A story by Henry Lawson, was written in 1902 and included in Triangles of Life (1913). The story records the return home to his farm on New Year's Eve of a poor carpenter, who discovers that his three children and the household chores have been neglected by his neurotic and slatternly wife; after cleaning up and attending to his family during the night, the workman returns to his trade next morning. The setting of the story (Pipeclay), the fact that the foreign father's name is Nils, and the tension between the parents, suggest that the story is autobiographical. The story begins on New Year's Eve, with a father pacing steadily and hopelessly through the smothering darkness.

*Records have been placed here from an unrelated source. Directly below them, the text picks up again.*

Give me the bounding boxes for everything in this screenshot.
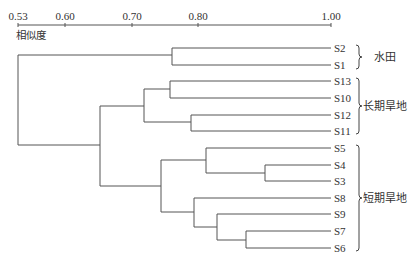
group-label-paddy: 水田 (374, 51, 396, 64)
brace-icon (356, 78, 362, 134)
tick-label: 0.60 (55, 10, 75, 22)
similarity-axis: 0.53 0.60 0.70 0.80 1.00 相似度 (8, 10, 341, 41)
leaf-label: S9 (334, 208, 346, 220)
leaf-label: S8 (334, 192, 346, 204)
group-label-short-term-upland: 短期旱地 (363, 191, 407, 205)
dendrogram-branches (18, 48, 331, 248)
tick-label: 0.53 (8, 10, 28, 22)
group-label-long-term-upland: 长期旱地 (363, 100, 407, 113)
group-braces: 水田 长期旱地 短期旱地 (356, 45, 407, 251)
tick-label: 0.70 (122, 10, 142, 22)
leaf-label: S11 (334, 125, 351, 137)
brace-icon (356, 45, 362, 69)
tick-label: 1.00 (321, 10, 341, 22)
leaf-label: S3 (334, 175, 346, 187)
leaf-label: S1 (334, 59, 346, 71)
axis-title: 相似度 (16, 29, 47, 41)
tick-label: 0.80 (188, 10, 208, 22)
leaf-label: S10 (334, 92, 352, 104)
leaf-label: S7 (334, 225, 346, 237)
leaf-labels: S2 S1 S13 S10 S12 S11 S5 S4 S3 S8 S9 S7 … (334, 42, 352, 254)
leaf-label: S2 (334, 42, 346, 54)
leaf-label: S4 (334, 159, 346, 171)
leaf-label: S5 (334, 142, 346, 154)
leaf-label: S6 (334, 242, 346, 254)
brace-icon (356, 145, 362, 251)
dendrogram-figure: 0.53 0.60 0.70 0.80 1.00 相似度 (0, 0, 412, 266)
leaf-label: S12 (334, 109, 351, 121)
leaf-label: S13 (334, 75, 352, 87)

They then sailed further south to the Gladys Inlet (which is now known as the Johnstone River) where a large group of Aboriginals led by a very tall man decorated with pipeclay resisted the troopers' approach. Johnstone punished their "insolence" with gunfire and this leader was one of those killed in the shooting. Johnstone sailed a little further up the river towards its bifurcation, noting the dense jungles and thick soil which could be exploited for sugarcane farming despite the area being populated with Aboriginal people. The Northeast Coast Expedition (September to December 1873) In the latter quarter of 1873, Johnstone accompanied George Elphinstone Dalrymple in his Northeast Coast Expedition funded by the colonial Queensland government.

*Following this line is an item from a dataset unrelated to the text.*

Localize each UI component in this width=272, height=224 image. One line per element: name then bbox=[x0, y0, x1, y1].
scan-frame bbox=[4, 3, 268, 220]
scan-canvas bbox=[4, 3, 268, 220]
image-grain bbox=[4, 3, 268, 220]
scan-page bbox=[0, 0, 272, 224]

Johnstone and his troopers sailed to the area in their police boat and found the "Goodwill" abandoned and burnt on a beach in Trinity Bay where the modern-day community of Yarrabah is now located. "The blacks were given a proper warm reception" when Johnstone arrived and after proceeding inland for 3 miles his troopers dispersed another group of local Yidinji people first by firing on them from a distance and then charging amongst them. Johnstone's section then sailed to the mouth of what is now called the Mulgrave River and dispersed "a large mob of blacks" with gunfire. They then sailed further south to the Gladys Inlet (which is now known as the Johnstone River) where a large group of Aboriginals led by a very tall man decorated with pipeclay resisted the troopers' approach.